#60
 
 

The magic country

by David Iselin

This morning, 7.15 a.m., I met Sarah in the city of Winterthur. Sarah is the recipient of a scholarship fund issued by the Swiss Japanese Chamber of Commerce SJCC. On October 1, she will board an Emirates flight to Haneda airport in Tokyo with a stop-over in Dubai to spend a year in Japan. I was interviewing her for the SJCC’s coming anniversary. Every year, the SJCC “sends” a number of Swiss citizens (Sarah is half-Swiss, half-Japanese) to Japan to get to know the country, the language, the culture. Sarah seemed all excited and a little nervous. Similar, I guess, to how I felt six years ago when I was soon to start my Japan year.

Japan seems like an easy choice (safe, except for the earthquakes, clean, nice people, good food), but in a way it’s not. I usually tell people that Japan feels more exotic than for example China does (not many believe me). From the outside, everything in Japan appears so perfect, well organised, industrialised, neutralised, neat, well, so Japanese. But as soon as you leave your airplane this country will get you and trick you in. It’s as if you were Hans Castorp in Thomas Mann’s Magic Mountain, planning to stay three weeks in the sanatorium in Davos, ending up with seven years. Time experience is different in Japan. In a famous Japanese legend, Urashima Tarô, a fisherman who rescues a turtle is rewarded with a visit to the palace of Ryûijin, the Dragon God, under the sea. He stays there, for what he assumes, three days, only to realize upon his return to the surface that it was actually 300 years (the same time span Japan was isolated under the Tokugawa Shogunate by the way). I warned Sarah, I did my duty.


→ **What to do**: Retype each entry below, keeping every character the same.

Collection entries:
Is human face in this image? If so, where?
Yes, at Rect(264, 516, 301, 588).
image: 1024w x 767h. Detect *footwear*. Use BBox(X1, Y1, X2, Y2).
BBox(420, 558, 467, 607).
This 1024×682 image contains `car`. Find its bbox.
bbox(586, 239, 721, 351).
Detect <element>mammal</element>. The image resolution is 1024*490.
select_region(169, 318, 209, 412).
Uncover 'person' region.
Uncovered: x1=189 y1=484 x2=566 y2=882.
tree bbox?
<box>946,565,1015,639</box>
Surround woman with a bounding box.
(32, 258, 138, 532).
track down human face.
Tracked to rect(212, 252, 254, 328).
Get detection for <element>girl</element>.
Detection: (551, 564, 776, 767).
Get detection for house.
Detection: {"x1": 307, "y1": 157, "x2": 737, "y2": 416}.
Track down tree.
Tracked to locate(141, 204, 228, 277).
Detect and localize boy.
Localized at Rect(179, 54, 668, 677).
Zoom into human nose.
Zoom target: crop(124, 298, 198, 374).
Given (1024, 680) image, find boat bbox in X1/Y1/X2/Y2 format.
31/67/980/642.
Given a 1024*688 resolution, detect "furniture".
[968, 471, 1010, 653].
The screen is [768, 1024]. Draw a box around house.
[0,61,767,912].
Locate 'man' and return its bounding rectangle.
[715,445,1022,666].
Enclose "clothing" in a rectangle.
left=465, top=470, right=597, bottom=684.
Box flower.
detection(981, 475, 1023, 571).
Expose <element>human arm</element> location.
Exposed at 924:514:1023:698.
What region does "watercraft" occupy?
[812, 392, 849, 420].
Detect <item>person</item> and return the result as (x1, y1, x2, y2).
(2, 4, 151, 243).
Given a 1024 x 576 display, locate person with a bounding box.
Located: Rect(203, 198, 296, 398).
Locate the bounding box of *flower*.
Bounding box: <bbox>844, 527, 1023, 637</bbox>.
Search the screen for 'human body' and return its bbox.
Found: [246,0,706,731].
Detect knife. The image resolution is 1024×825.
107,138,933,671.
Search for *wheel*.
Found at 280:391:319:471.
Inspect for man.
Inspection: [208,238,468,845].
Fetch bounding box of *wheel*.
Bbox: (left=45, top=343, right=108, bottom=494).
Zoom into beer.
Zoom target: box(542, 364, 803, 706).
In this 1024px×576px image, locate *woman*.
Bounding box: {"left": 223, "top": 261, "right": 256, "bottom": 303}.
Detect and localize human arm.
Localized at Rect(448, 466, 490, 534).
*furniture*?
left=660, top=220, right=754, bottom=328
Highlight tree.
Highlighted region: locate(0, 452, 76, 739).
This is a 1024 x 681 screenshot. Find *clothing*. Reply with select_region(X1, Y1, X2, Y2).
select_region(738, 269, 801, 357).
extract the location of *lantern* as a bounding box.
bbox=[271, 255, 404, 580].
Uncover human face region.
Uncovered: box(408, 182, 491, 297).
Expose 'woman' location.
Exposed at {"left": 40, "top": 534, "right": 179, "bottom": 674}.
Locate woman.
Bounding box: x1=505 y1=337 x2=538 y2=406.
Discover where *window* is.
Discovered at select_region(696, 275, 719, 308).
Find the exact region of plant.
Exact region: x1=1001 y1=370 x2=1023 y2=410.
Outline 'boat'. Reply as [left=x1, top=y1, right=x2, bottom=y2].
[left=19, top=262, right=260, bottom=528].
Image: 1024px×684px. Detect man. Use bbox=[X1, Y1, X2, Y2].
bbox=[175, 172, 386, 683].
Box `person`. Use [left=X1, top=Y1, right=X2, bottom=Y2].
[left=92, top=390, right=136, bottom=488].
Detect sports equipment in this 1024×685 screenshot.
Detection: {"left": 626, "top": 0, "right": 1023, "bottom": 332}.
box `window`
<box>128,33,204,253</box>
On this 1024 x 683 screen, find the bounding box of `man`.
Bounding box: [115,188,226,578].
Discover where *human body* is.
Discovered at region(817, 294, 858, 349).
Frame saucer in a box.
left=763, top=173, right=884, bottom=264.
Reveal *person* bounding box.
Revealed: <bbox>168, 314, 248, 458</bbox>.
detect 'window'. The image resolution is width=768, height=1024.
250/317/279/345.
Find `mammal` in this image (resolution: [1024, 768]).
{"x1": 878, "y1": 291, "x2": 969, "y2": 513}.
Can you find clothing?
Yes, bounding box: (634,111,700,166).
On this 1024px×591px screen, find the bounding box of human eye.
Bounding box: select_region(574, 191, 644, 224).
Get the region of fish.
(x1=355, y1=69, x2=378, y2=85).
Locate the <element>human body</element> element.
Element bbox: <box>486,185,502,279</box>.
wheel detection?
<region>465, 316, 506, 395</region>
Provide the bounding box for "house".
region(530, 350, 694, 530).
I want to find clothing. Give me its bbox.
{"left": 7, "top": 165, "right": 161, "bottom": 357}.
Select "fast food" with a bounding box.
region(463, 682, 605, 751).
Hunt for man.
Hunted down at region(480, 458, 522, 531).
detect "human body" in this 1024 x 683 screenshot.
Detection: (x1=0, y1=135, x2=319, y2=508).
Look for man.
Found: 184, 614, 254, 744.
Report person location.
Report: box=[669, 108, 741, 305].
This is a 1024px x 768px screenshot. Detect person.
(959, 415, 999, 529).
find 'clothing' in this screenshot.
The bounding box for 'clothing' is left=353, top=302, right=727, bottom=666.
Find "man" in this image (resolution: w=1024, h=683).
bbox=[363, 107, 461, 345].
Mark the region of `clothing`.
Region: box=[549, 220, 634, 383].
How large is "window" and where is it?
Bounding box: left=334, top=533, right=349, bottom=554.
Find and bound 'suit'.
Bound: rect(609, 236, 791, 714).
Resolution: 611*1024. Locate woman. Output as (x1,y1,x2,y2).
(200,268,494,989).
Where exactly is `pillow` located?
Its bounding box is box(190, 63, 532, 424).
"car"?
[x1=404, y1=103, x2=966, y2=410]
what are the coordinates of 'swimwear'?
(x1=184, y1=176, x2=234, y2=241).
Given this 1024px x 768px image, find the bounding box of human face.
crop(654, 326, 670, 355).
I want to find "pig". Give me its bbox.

→ **Written answer**:
Is human face in this image? If so, where?
Yes, at Rect(264, 516, 301, 588).
image: 1024w x 767h. Detect *footwear*. Use BBox(X1, Y1, X2, Y2).
BBox(420, 558, 467, 607).
This 1024×682 image contains `car`. Find its bbox.
bbox(586, 239, 721, 351).
Detect <element>mammal</element>. The image resolution is 1024*490.
select_region(169, 318, 209, 412).
Uncover 'person' region.
Uncovered: x1=189 y1=484 x2=566 y2=882.
tree bbox?
<box>946,565,1015,639</box>
Surround woman with a bounding box.
(32, 258, 138, 532).
track down human face.
Tracked to rect(212, 252, 254, 328).
Get detection for <element>girl</element>.
Detection: (551, 564, 776, 767).
Get detection for house.
Detection: {"x1": 307, "y1": 157, "x2": 737, "y2": 416}.
Track down tree.
Tracked to locate(141, 204, 228, 277).
Detect and localize boy.
Localized at Rect(179, 54, 668, 677).
Zoom into human nose.
Zoom target: crop(124, 298, 198, 374).
Given (1024, 680) image, find boat bbox in X1/Y1/X2/Y2 format.
31/67/980/642.
Given a 1024*688 resolution, detect "furniture".
[968, 471, 1010, 653].
The screen is [768, 1024]. Draw a box around house.
[0,61,767,912].
Locate 'man' and return its bounding rectangle.
[715,445,1022,666].
Enclose "clothing" in a rectangle.
left=465, top=470, right=597, bottom=684.
Box flower.
detection(981, 475, 1023, 571).
Expose <element>human arm</element> location.
Exposed at 924:514:1023:698.
What region does "watercraft" occupy?
[812, 392, 849, 420].
Detect <item>person</item> and return the result as (x1, y1, x2, y2).
(2, 4, 151, 243).
Given a 1024 x 576 display, locate person with a bounding box.
Located: Rect(203, 198, 296, 398).
Locate the bounding box of *flower*.
Bounding box: <bbox>844, 527, 1023, 637</bbox>.
Search the screen for 'human body' and return its bbox.
Found: [246,0,706,731].
Detect knife. The image resolution is 1024×825.
107,138,933,671.
Search for *wheel*.
Found at 280:391:319:471.
Inspect for man.
Inspection: [208,238,468,845].
Fetch bounding box of *wheel*.
Bbox: (left=45, top=343, right=108, bottom=494).
Zoom into beer.
Zoom target: box(542, 364, 803, 706).
In this 1024px×576px image, locate *woman*.
Bounding box: {"left": 223, "top": 261, "right": 256, "bottom": 303}.
Detect and localize human arm.
Localized at Rect(448, 466, 490, 534).
*furniture*?
left=660, top=220, right=754, bottom=328
Highlight tree.
Highlighted region: locate(0, 452, 76, 739).
This is a 1024 x 681 screenshot. Find *clothing*. Reply with select_region(X1, Y1, X2, Y2).
select_region(738, 269, 801, 357).
extract the location of *lantern* as a bounding box.
bbox=[271, 255, 404, 580].
Uncover human face region.
Uncovered: box(408, 182, 491, 297).
Expose 'woman' location.
Exposed at {"left": 40, "top": 534, "right": 179, "bottom": 674}.
Locate woman.
Bounding box: x1=505 y1=337 x2=538 y2=406.
Discover where *window* is.
Discovered at select_region(696, 275, 719, 308).
Find the exact region of plant.
Exact region: x1=1001 y1=370 x2=1023 y2=410.
Outline 'boat'. Reply as [left=x1, top=y1, right=x2, bottom=y2].
[left=19, top=262, right=260, bottom=528].
Image: 1024px×684px. Detect man. Use bbox=[X1, Y1, X2, Y2].
bbox=[175, 172, 386, 683].
Box `person`. Use [left=X1, top=Y1, right=X2, bottom=Y2].
[left=92, top=390, right=136, bottom=488].
Detect sports equipment in this 1024×685 screenshot.
Detection: {"left": 626, "top": 0, "right": 1023, "bottom": 332}.
box `window`
<box>128,33,204,253</box>
On this 1024 x 683 screen, find the bounding box of `man`.
Bounding box: [115,188,226,578].
Discover where *human body* is.
Discovered at region(817, 294, 858, 349).
Frame saucer in a box.
left=763, top=173, right=884, bottom=264.
Reveal *person* bounding box.
Revealed: <bbox>168, 314, 248, 458</bbox>.
detect 'window'. The image resolution is width=768, height=1024.
250/317/279/345.
Find `mammal` in this image (resolution: [1024, 768]).
{"x1": 878, "y1": 291, "x2": 969, "y2": 513}.
Can you find clothing?
Yes, bounding box: (634,111,700,166).
On this 1024px×591px screen, find the bounding box of human eye.
Bounding box: select_region(574, 191, 644, 224).
Get the region of fish.
(x1=355, y1=69, x2=378, y2=85).
Locate the <element>human body</element> element.
Element bbox: <box>486,185,502,279</box>.
wheel detection?
<region>465, 316, 506, 395</region>
Provide the bounding box for "house".
region(530, 350, 694, 530).
I want to find clothing. Give me its bbox.
{"left": 7, "top": 165, "right": 161, "bottom": 357}.
Select "fast food" with a bounding box.
region(463, 682, 605, 751).
Hunt for man.
Hunted down at region(480, 458, 522, 531).
detect "human body" in this 1024 x 683 screenshot.
Detection: (x1=0, y1=135, x2=319, y2=508).
Look for man.
Found: 184, 614, 254, 744.
Report person location.
Report: box=[669, 108, 741, 305].
This is a 1024px x 768px screenshot. Detect person.
(959, 415, 999, 529).
find 'clothing' in this screenshot.
The bounding box for 'clothing' is left=353, top=302, right=727, bottom=666.
Find "man" in this image (resolution: w=1024, h=683).
bbox=[363, 107, 461, 345].
Mark the region of `clothing`.
Region: box=[549, 220, 634, 383].
How large is "window" and where is it?
Bounding box: left=334, top=533, right=349, bottom=554.
Find and bound 'suit'.
Bound: rect(609, 236, 791, 714).
Resolution: 611*1024. Locate woman. Output as (x1,y1,x2,y2).
(200,268,494,989).
Where exactly is `pillow` located?
Its bounding box is box(190, 63, 532, 424).
"car"?
[x1=404, y1=103, x2=966, y2=410]
what are the coordinates of 'swimwear'?
(x1=184, y1=176, x2=234, y2=241).
Given this 1024px x 768px image, find the bounding box of human face.
crop(654, 326, 670, 355).
I want to find "pig". Give me its bbox.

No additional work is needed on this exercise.